I do not mean to imply that that simply because the modern Sheath/Series upaniṣad resonates deeply in one’s personal experience that it thereby must have been handed down from ancient times though a lineage, nor less that it proves some real connection between a private practice and the healing of the world, especially if such a practice never ensues in direct acts of service and justice. Modern scholarship suggests that connections in the form of views and practices that pass down essentially unchanged through unbroken lineages are not likely to be met with. And we have no reason to believe that a deep feeling of connection generates a real connection ipso facto. No, the connection here arises from reflection upon one’s own lived experience of spiritual practice, and is enhanced by an attempt to encounter the old texts on their own terms as much as possible: it consists in the discovery that we are not alone in our longings. We come to our practice out of a deeply-rooted desire for restoration and wholeness, and hopefully also a desire to include the world in our own healing through a total commitment of ourselves to our practice. To discover that others living in a much earlier time and operating out of very different world views nevertheless had similar longings is the perhaps the deepest upaniṣad of them all, and to realize such a connection is to greatly expand one’s understanding of what it means to be human.

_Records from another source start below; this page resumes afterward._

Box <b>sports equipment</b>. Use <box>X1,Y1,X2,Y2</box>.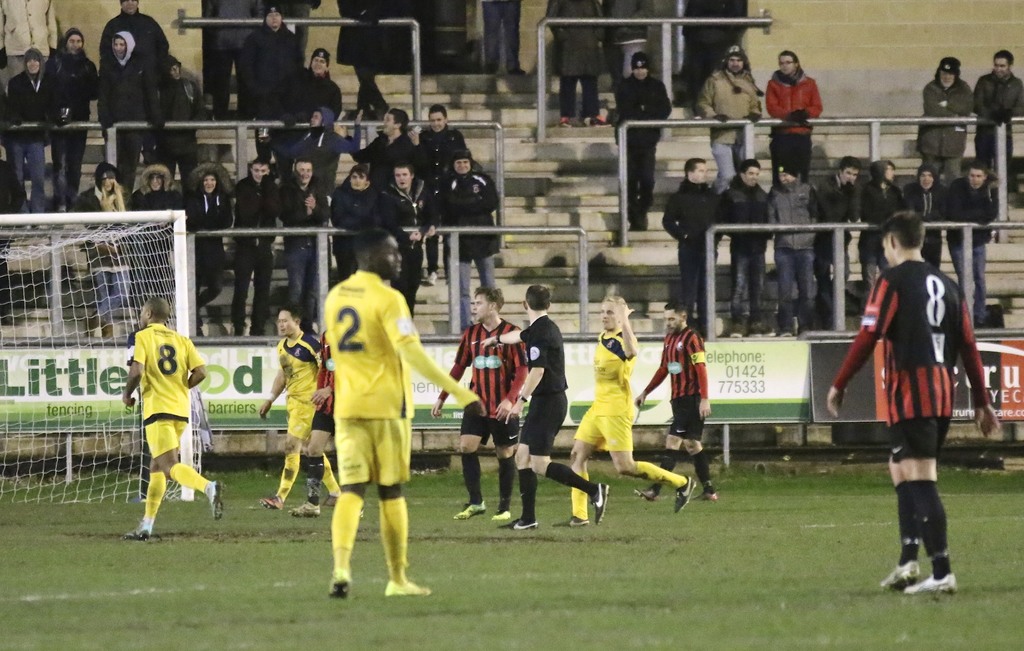
<box>452,502,486,522</box>.
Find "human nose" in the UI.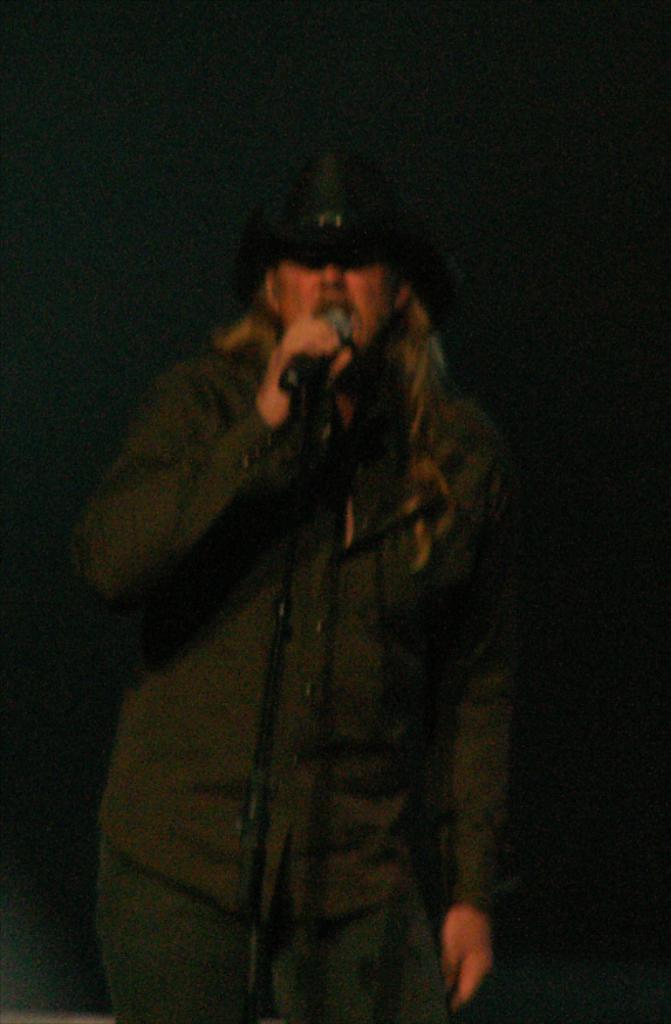
UI element at detection(318, 264, 347, 287).
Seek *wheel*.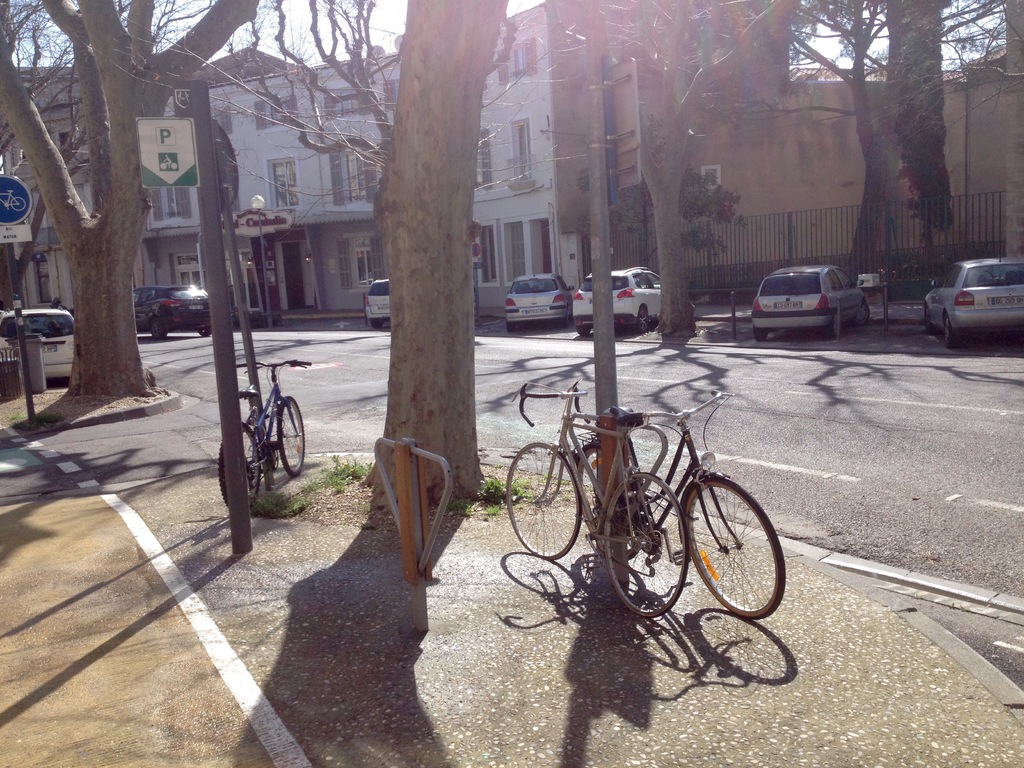
select_region(753, 329, 768, 340).
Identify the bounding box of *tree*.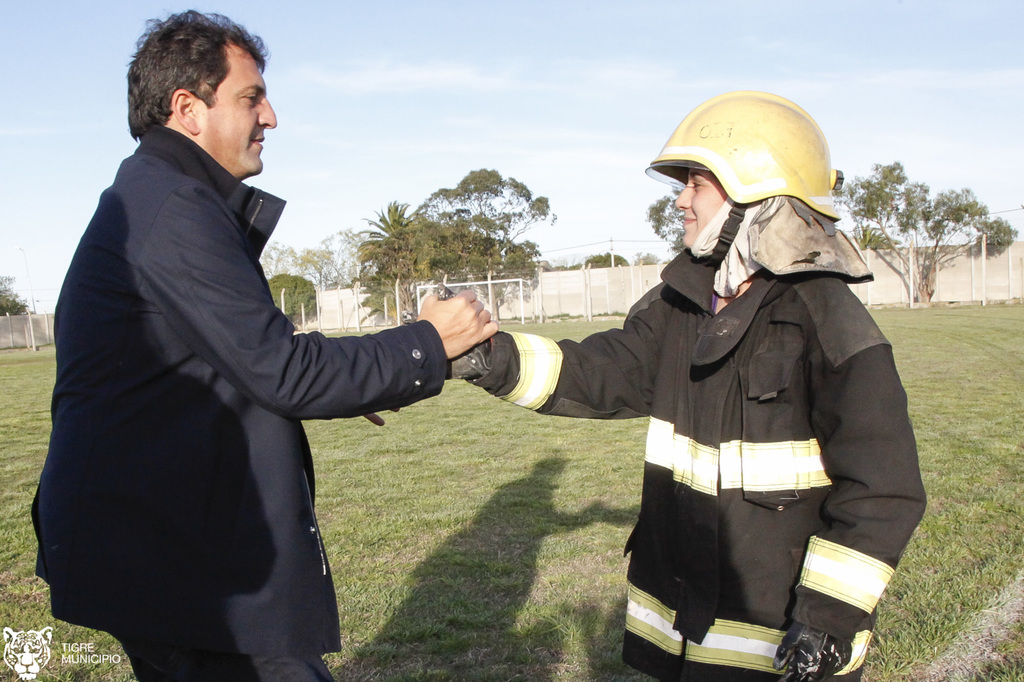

The Fire Altar practice—in the sense of an integration and restoration of the Personal and Cosmic Spheres in a coherent Ritual act—can be thought of as an archetype, and as such we can expect to find manifestations of it not only in ancient times but also here and now. To recognize, appreciate and emulate these other manifestations will further deepen our “upanishadic” connection with the human family.

In light of this would be very worthwhile at some point to think about non-violent civil disobedience in the tradition of social activists such as Mohatma Gandhi—as particularly compelling modern manifestations of Fire Altar Practice. If we were to reflect on the iconic acts of civil disobedience in the past century—Gandhi’s Salt March, the march to Selma, Plowshares Actions for nuclear disarmament, etc.—then I think we would be able to identify the Fire Altar elements of ritual action, personal sacrificial commitment on the part of the activist, and a connection between the action and the healing of the world at large that is experienced by the activist as essential to her own healing and liberation. Gandhi himself was said to be a great karmayogin—it may well be that the social activists are some of the greatest yogis of our day.